Professor develops teamwork tool

By CiaraShook

“This is the construct.” These four words from sci-fi movie “The Matrix” inspired a government-funded research project studying collaboration headed by a Columbia professor.

Dave Gerding, associate professor in the Interactive Arts and Media Department, has worked on a research initiative studying two or more persons working together toward the same objective.

The initiative is known as CONSTRUCT, Conglomerated Networked Telemetry to Raise Understanding of Collaborative Teams. Gerding commissioned the work of research experts in the U.S.  Army and from across the country to compile a system that studies human interaction in a collaborative environment to enrich peer-to-

peer communication.

“In the wildly speculative realm, I would love to see folks get together and there be some kind of CONSTRUCT-derived element that could help them have a better meeting,” Gerding said. “What if every meeting could be just 5 percent more effective?”

The idea for the project came from the concept of a simulated reality in “The Matrix.”

“I can recall watching that movie and thinking, ‘If you were a programmer outside of the matrix, you could get all sorts of data outside the world because everything is quantified and measurable,’” Gerding said. “That was the nut of the idea.”

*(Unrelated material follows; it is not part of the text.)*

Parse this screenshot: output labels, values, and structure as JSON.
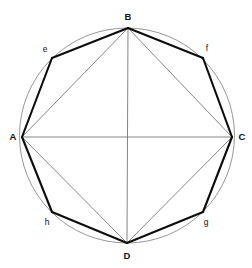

Gerding has done management consulting work and sees CONSTRUCT as a hybrid of different majors.

“I’m fascinated by collaboration and folks connecting with each other,” Gerding said. “I like software development and I’ve had a lifelong interest in artificial intelligence. CONSTRUCT sits neatly in the middle of all those interests.”

The project CONSTRUCT began in 2007 with the first round of research, which was game-only, Gerding said.

“People had an image they were being asked to reproduce,” said Annette Barbier, chair of the Interactive Arts and Media Department. “A team of people had to reconstruct this in three dimensions with materials available to them in this virtual environment.”

In the first phase, Barbier said there were ways participants’ communication and work were time stamped, including speech, gaze-tracking and avatar, which portrayed their location in space.

Gerding saw the mission of the project evolve over the course of its development after he realized the software being built had a broader long-term application than initially perceived.

Currently, the project is referred to what Gerding is calling “CONSTRUCT 2.” It is a mix of real people sitting around a table of sensors and they will be watching on the screens the people who are playing the game in another room.  The research team will draw data from both real world sensors and simulated sensors in the game.

“In the longer term, we’ll bring some aspect of this into the real world in some kind of meeting [robot],” Gerding said.

Gerding expects to complete the second phase of CONSTRUCT as early as the end of this year, and to begin the third phase soon after. Funding will be allocated for phase three to be completed in approximately three years.

The IAM Department experiences benefits from the program for its students.

“[CONSTRUCT] raises our visibility because the work emerging from it is really important in terms of teambuilding and teaching methodology,” Barbier said.

CONSTRUCT has been designed to be reused in the IAM Department, Gerding said. The degree to which the department can usefully apply the program is dependent on how many students seem interested.

“We’ve designed [CONSTRUCT] to be used on this game design engine called ‘Torque,’ and that’s what we use in IAM,” Gerding said. “In the fall, I’m hoping to teach a class where we’ll use the same agenda, but instead of trying to make a meeting facilitator, we’re going to try to make the classroom that is smarter than a normal classroom.”